Real estate has just gone crazy, especially in California. If I had known five years ago, about the time I moved here, that I could have moved to Malibu, bought a crummy trailer home for $150K, fixed it up a little, and sold it for close to $1 million today, I would have done that in a heartbeat! Oh my god!
What's even more surprising about this story is that somebody is actually lending money on these trailers; where I live, you can't get a loan on a trailer. We subscribe to Dwell magazine, which is this really cool architectural mag, and there are usually all kinds of interesting, mod, prefab homes featured in it every few months, so the idea of prefab housing is coming into a new era, to be sure. But just refinishing a crummy trailer and getting $1 million? Oh my god! I have to say it again.

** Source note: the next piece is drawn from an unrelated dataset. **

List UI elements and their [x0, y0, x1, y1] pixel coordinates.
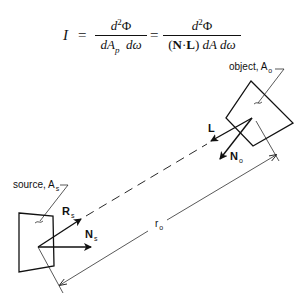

I also have to say I now firmly believe that there is a real estate bubble. People have been coy about this topic. Some claim the burst is just around the corner, while others have made spectacular amounts of money. Just down the road from me, Las Vegas has gone plumb crazy, too. If we had moved there instead of here, we'd be super wealthy without having to do anything but own a home! Of course, in order to make money in this real estate deal, you have to sell. Most people don't like that idea, buying a house and selling it just for the money, especially women. We're all caught up in the idea of a home. But since my home is also a business, I am ready to sell at this point, and damn happy to do it so I can build a home somewhere else and own it outright. I just hope this all happens before the big bubble POPS!
My secret love is real estate, and I mean anywhere. If I was extremely wealthy, that's all I would want to buy. If, in my rich life, my husband bought me some expensive piece of jewelry or a new car, I would take it back, get the money, and go buy some land or a house somewhere. If I had big money in the form of a $1 million California home, I would be selling TODAY. Then, I would go and buy a house outright somewhere else, or buy a farm or a small town house, perhaps in a lot of different cities, pay my taxes and just travel. Because when that market correction comes, it isn't going to be pretty. The end will come when nobody on the bottom of this buying pyramid in California can afford to buy a house anymore. Without new buyers for the homes at the bottom of the prices, no one can move up, so to speak, and the bubble bursts. And then it will spread, very slowly I think, throughout the rest of the country. This day is coming; I have heard rumors that it will come within the next year. And by rumors I don't mean watching market shows on TV, I mean I've heard from someone in my family that works for a big company with a big real estate division that is just biding its time and waiting for the California burst to move in and buy up land. Last winter they gave this exuberance 18 months. Could they be wrong? I don't know, but I would be surprised if they were. We'll see in a year's time, I suppose.